Definitions
from The Century Dictionary.
- noun An obsolete or dialectal form of faucet.
from the GNU version of the Collaborative International Dictionary of English.
- noun obsolete A faucet.
from Wiktionary, Creative Commons Attribution/Share-Alike License.
- noun Obsolete form of
faucet .
Etymologies
Sorry, no etymologies found.
Support
Help support Wordnik (and make this page ad-free) by adopting the word fosset.
Examples
-
Henry - I once was a cordwangler, but then they hung me by the fosset and nailed my moolie to the fence.
Mail's Moir Calls for Man-Love Moratorium Dungeekin 2009
-
In Belgium we call this pompen met de kraan open, pumping with the fosset turned on?
Think Progress » Defeatism and Troop Morale: Bush’s False Argument 2005
-
You are ambitious for poor knaves caps and legs: you wear out a good wholesome forenoon in hearing a cause between an orange-wife and a fosset-seller, and then rejourn the controversy of three-pence to a second day of audience.
-
You wear out a good wholesome forenoon in hearing a cause between an Orange-wife and a fosset-seller.
The plant-lore & garden-craft of Shakespeare Henry Nicholson Ellacombe 1868
-
You are ambitious for poor knaves 'caps and legs: you wear out a good wholesome forenoon in hearing a cause between an orange wife and a fosset-seller; and then rejourn the controversy of three pence to a second day of audience.
Coriolanus 1607
-
You are ambitious for poor knaves’ caps and legs: you wear out a good wholesome forenoon in hearing a cause between an orange wife and a fosset-seller; and then rejourn the controversy of three pence to a second day of audience.
bilby commented on the word fosset
"You are ambitious for poor knaves' caps and legs; you wear out a good wholesome forenoon in hearing a cause between an orange-wife and a fosset-seller, and then rejourn the controversy of threepence to a second day of audience."
- William Shakespeare, 'The Tragedy of Coriolanus'.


Could you set down the listing below exactly and omit its images?

----------

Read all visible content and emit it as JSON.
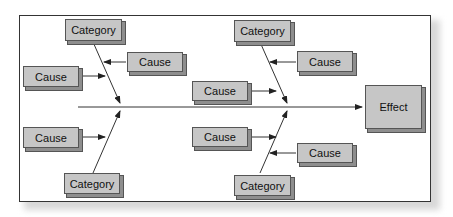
{
  "diagram": {
    "type": "fishbone",
    "effect": {
      "label": "Effect"
    },
    "categories": [
      {
        "label": "Category",
        "position": "top-left"
      },
      {
        "label": "Category",
        "position": "top-right"
      },
      {
        "label": "Category",
        "position": "bottom-left"
      },
      {
        "label": "Category",
        "position": "bottom-right"
      }
    ],
    "causes": [
      {
        "label": "Cause",
        "position": "top-left-inner"
      },
      {
        "label": "Cause",
        "position": "top-left-outer"
      },
      {
        "label": "Cause",
        "position": "top-right-inner"
      },
      {
        "label": "Cause",
        "position": "top-right-outer"
      },
      {
        "label": "Cause",
        "position": "bottom-left-outer"
      },
      {
        "label": "Cause",
        "position": "bottom-right-outer"
      },
      {
        "label": "Cause",
        "position": "bottom-right-inner"
      }
    ]
  },
  "colors": {
    "box_fill": "#c6c6c6",
    "box_border": "#555555",
    "line": "#333333"
  }
}
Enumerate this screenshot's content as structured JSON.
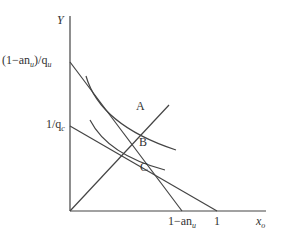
{
  "diagram": {
    "axes": {
      "y_label": "Y",
      "x_label": "x",
      "x_label_sub": "o"
    },
    "y_ticks": [
      {
        "num": "(1−an",
        "sub": "u",
        "mid": ")/q",
        "sub2": "u"
      },
      {
        "num": "1/q",
        "sub": "c"
      }
    ],
    "x_ticks": [
      {
        "num": "1−an",
        "sub": "u"
      },
      {
        "num": "1"
      }
    ],
    "points": [
      "A",
      "B",
      "C"
    ],
    "colors": {
      "line": "#444444",
      "text": "#333333",
      "background": "#ffffff"
    }
  }
}
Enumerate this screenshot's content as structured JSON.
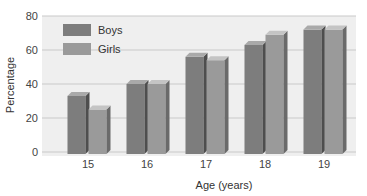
{
  "chart_data": {
    "type": "bar",
    "title": "",
    "xlabel": "Age (years)",
    "ylabel": "Percentage",
    "categories": [
      "15",
      "16",
      "17",
      "18",
      "19"
    ],
    "series": [
      {
        "name": "Boys",
        "values": [
          33,
          40,
          56,
          63,
          72
        ],
        "color": "#7d7d7d"
      },
      {
        "name": "Girls",
        "values": [
          25,
          40,
          54,
          69,
          72
        ],
        "color": "#9a9a9a"
      }
    ],
    "ylim": [
      0,
      80
    ],
    "yticks": [
      0,
      20,
      40,
      60,
      80
    ],
    "grid": true,
    "legend_position": "upper-left",
    "style": "3d-bars"
  },
  "legend": {
    "items": [
      {
        "label": "Boys"
      },
      {
        "label": "Girls"
      }
    ]
  },
  "axes": {
    "x_title": "Age (years)",
    "y_title": "Percentage",
    "y_ticks": [
      "0",
      "20",
      "40",
      "60",
      "80"
    ],
    "x_ticks": [
      "15",
      "16",
      "17",
      "18",
      "19"
    ]
  },
  "colors": {
    "plot_bg": "#efefef",
    "grid": "#c9c9c9",
    "boys_front": "#7d7d7d",
    "boys_side": "#4e4e4e",
    "boys_top": "#a9a9a9",
    "girls_front": "#9a9a9a",
    "girls_side": "#6a6a6a",
    "girls_top": "#c4c4c4"
  }
}
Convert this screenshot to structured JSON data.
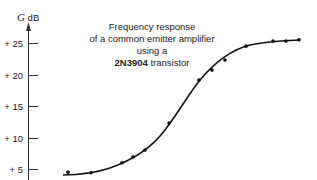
{
  "chart_data": {
    "type": "scatter",
    "title": "Frequency response of a common emitter amplifier using a 2N3904 transistor",
    "title_lines": [
      "Frequency response",
      "of a common emitter amplifier using a",
      "2N3904",
      " transistor"
    ],
    "ylabel_symbol": "G",
    "ylabel_unit": "dB",
    "xlabel": "",
    "yticks": [
      "+ 5",
      "+ 10",
      "+ 15",
      "+ 20",
      "+ 25"
    ],
    "ytick_values": [
      5,
      10,
      15,
      20,
      25
    ],
    "ylim": [
      3.5,
      27.5
    ],
    "grid": false,
    "legend": null,
    "series": [
      {
        "name": "measured",
        "style": "points",
        "x_px": [
          68,
          91,
          122,
          133,
          145,
          169,
          199,
          212,
          225,
          246,
          273,
          286,
          299
        ],
        "values": [
          4.5,
          4.4,
          6.0,
          6.9,
          8.0,
          12.3,
          19.1,
          20.7,
          22.3,
          24.5,
          25.3,
          25.3,
          25.5
        ]
      },
      {
        "name": "fitted curve",
        "style": "smooth-line"
      }
    ]
  }
}
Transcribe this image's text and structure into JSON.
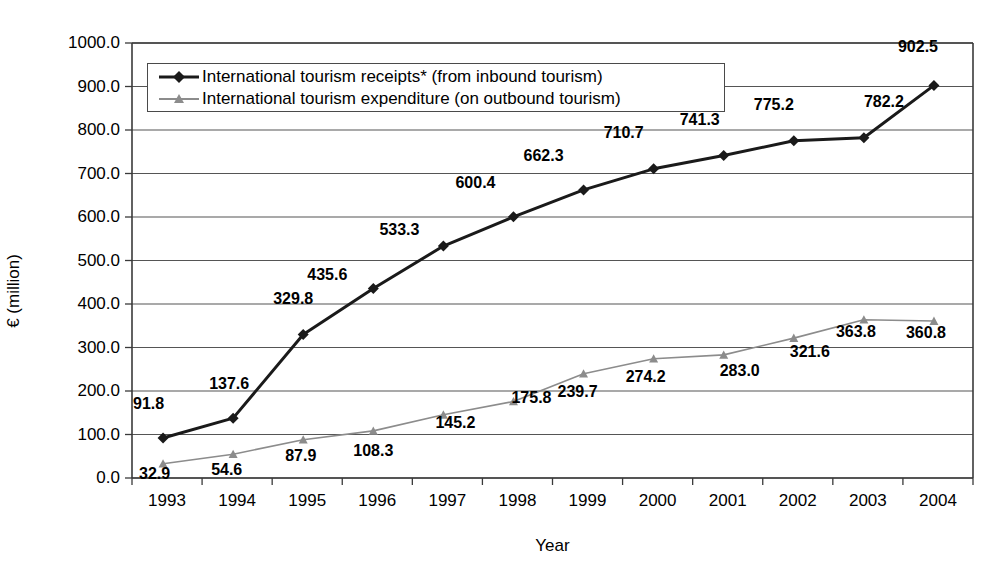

----------

Answer to this problem:
Read all visible content and emit it as JSON.
{
  "diagram": {
    "type": "fishbone",
    "effect": {
      "label": "Effect"
    },
    "categories": [
      {
        "label": "Category",
        "position": "top-left"
      },
      {
        "label": "Category",
        "position": "top-right"
      },
      {
        "label": "Category",
        "position": "bottom-left"
      },
      {
        "label": "Category",
        "position": "bottom-right"
      }
    ],
    "causes": [
      {
        "label": "Cause",
        "position": "top-left-inner"
      },
      {
        "label": "Cause",
        "position": "top-left-outer"
      },
      {
        "label": "Cause",
        "position": "top-right-inner"
      },
      {
        "label": "Cause",
        "position": "top-right-outer"
      },
      {
        "label": "Cause",
        "position": "bottom-left-outer"
      },
      {
        "label": "Cause",
        "position": "bottom-right-outer"
      },
      {
        "label": "Cause",
        "position": "bottom-right-inner"
      }
    ]
  },
  "colors": {
    "box_fill": "#c6c6c6",
    "box_border": "#555555",
    "line": "#333333"
  }
}
Enumerate this screenshot's content as structured JSON.
{
  "diagram": {
    "axes": {
      "y_label": "Y",
      "x_label": "x",
      "x_label_sub": "o"
    },
    "y_ticks": [
      {
        "num": "(1−an",
        "sub": "u",
        "mid": ")/q",
        "sub2": "u"
      },
      {
        "num": "1/q",
        "sub": "c"
      }
    ],
    "x_ticks": [
      {
        "num": "1−an",
        "sub": "u"
      },
      {
        "num": "1"
      }
    ],
    "points": [
      "A",
      "B",
      "C"
    ],
    "colors": {
      "line": "#444444",
      "text": "#333333",
      "background": "#ffffff"
    }
  }
}
Enumerate this screenshot's content as structured JSON.
{
  "chart_data": {
    "type": "bar",
    "title": "",
    "xlabel": "Age (years)",
    "ylabel": "Percentage",
    "categories": [
      "15",
      "16",
      "17",
      "18",
      "19"
    ],
    "series": [
      {
        "name": "Boys",
        "values": [
          33,
          40,
          56,
          63,
          72
        ],
        "color": "#7d7d7d"
      },
      {
        "name": "Girls",
        "values": [
          25,
          40,
          54,
          69,
          72
        ],
        "color": "#9a9a9a"
      }
    ],
    "ylim": [
      0,
      80
    ],
    "yticks": [
      0,
      20,
      40,
      60,
      80
    ],
    "grid": true,
    "legend_position": "upper-left",
    "style": "3d-bars"
  },
  "legend": {
    "items": [
      {
        "label": "Boys"
      },
      {
        "label": "Girls"
      }
    ]
  },
  "axes": {
    "x_title": "Age (years)",
    "y_title": "Percentage",
    "y_ticks": [
      "0",
      "20",
      "40",
      "60",
      "80"
    ],
    "x_ticks": [
      "15",
      "16",
      "17",
      "18",
      "19"
    ]
  },
  "colors": {
    "plot_bg": "#efefef",
    "grid": "#c9c9c9",
    "boys_front": "#7d7d7d",
    "boys_side": "#4e4e4e",
    "boys_top": "#a9a9a9",
    "girls_front": "#9a9a9a",
    "girls_side": "#6a6a6a",
    "girls_top": "#c4c4c4"
  }
}
Convert this screenshot to structured JSON data.
{
  "chart_data": {
    "type": "scatter",
    "title": "Frequency response of a common emitter amplifier using a 2N3904 transistor",
    "title_lines": [
      "Frequency response",
      "of a common emitter amplifier using a",
      "2N3904",
      " transistor"
    ],
    "ylabel_symbol": "G",
    "ylabel_unit": "dB",
    "xlabel": "",
    "yticks": [
      "+ 5",
      "+ 10",
      "+ 15",
      "+ 20",
      "+ 25"
    ],
    "ytick_values": [
      5,
      10,
      15,
      20,
      25
    ],
    "ylim": [
      3.5,
      27.5
    ],
    "grid": false,
    "legend": null,
    "series": [
      {
        "name": "measured",
        "style": "points",
        "x_px": [
          68,
          91,
          122,
          133,
          145,
          169,
          199,
          212,
          225,
          246,
          273,
          286,
          299
        ],
        "values": [
          4.5,
          4.4,
          6.0,
          6.9,
          8.0,
          12.3,
          19.1,
          20.7,
          22.3,
          24.5,
          25.3,
          25.3,
          25.5
        ]
      },
      {
        "name": "fitted curve",
        "style": "smooth-line"
      }
    ]
  }
}
Transcribe this image's text and structure into JSON.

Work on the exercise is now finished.